I will never use cloud storage because 1) it is hackers heaven and 2) ALL personal data is at the mercy of whoever is providing the “facility”.
Finally, on line banking is a definite no no because of all the scams and hacks aimed at parting you from your money.
I’ll definitely check it out! Thanks for the heads up – I’d never heard of it!
How utterly pointless. Seems like just another form of telemetry badly disguised as an absolutely useless ‘feature.’ I really wish all of these smart open source people would create an OS – one capable of running programs that work on Windows – the only reason many of us don’t/can’t switch to Linux.
I would switch from Windows in a heart beat, if only the two major programs I use would work on Linux.
For now I will continue to dual boot, using Windows only for 2 applications and nothing more.
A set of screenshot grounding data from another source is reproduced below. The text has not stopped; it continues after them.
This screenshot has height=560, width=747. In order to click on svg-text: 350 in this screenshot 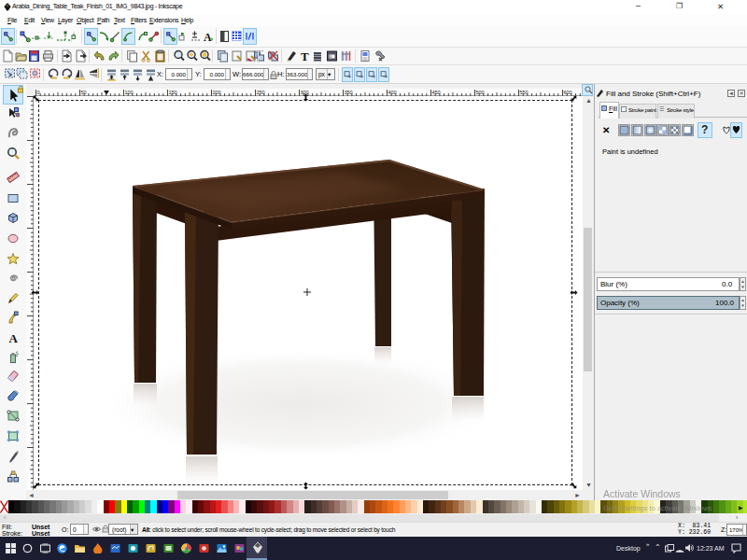, I will do `click(349, 92)`.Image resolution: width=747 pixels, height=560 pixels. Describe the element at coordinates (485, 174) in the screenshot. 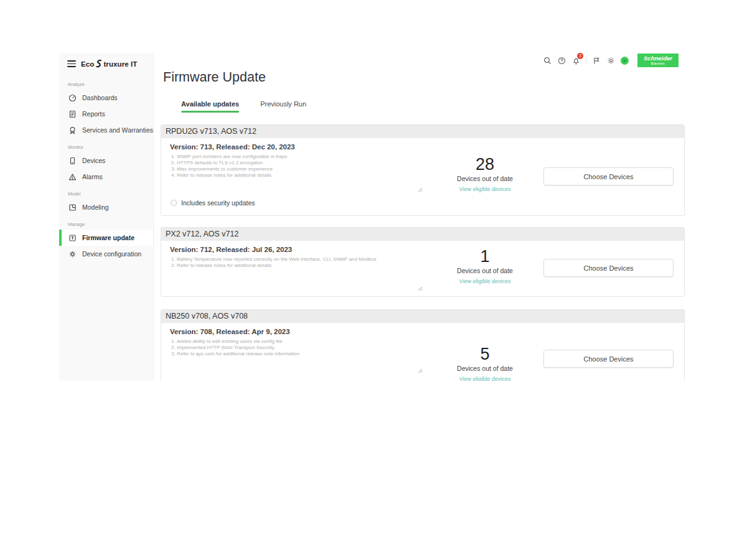

I see `device-count-column: 28 Devices out of date View eligible dev…` at that location.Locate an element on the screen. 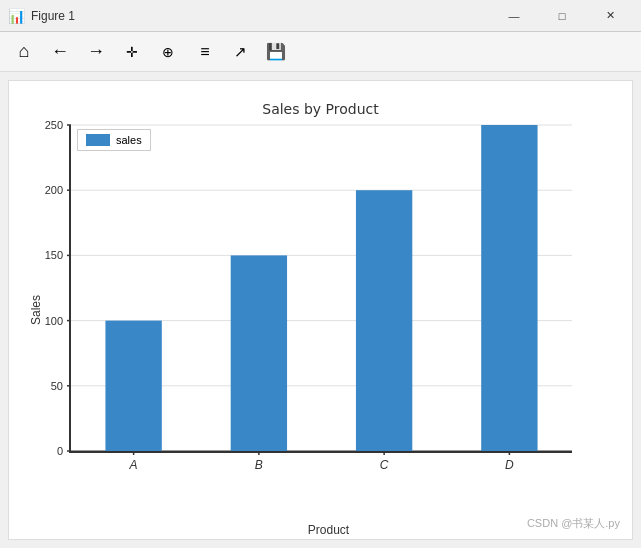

I don’t like the privacy crap Microsoft has pulled.
The smart open source people are already trying to do that since 2003. The OS is called ReactOS and has had a couple of releases already.
(I do have a few apps running under Wine on Linux without any tweaks at all, but I know there’s a lot of apps that do require tweaking so ReactOS might be more appealing to you)
Hello geeks,
this sound good but does these saves works on offline or does anybody knows ,Is there is any such options in IE or Edge or Mozilla or in Chrome that can read offline store articles ? Many thanks for suggestions from Tbilisi.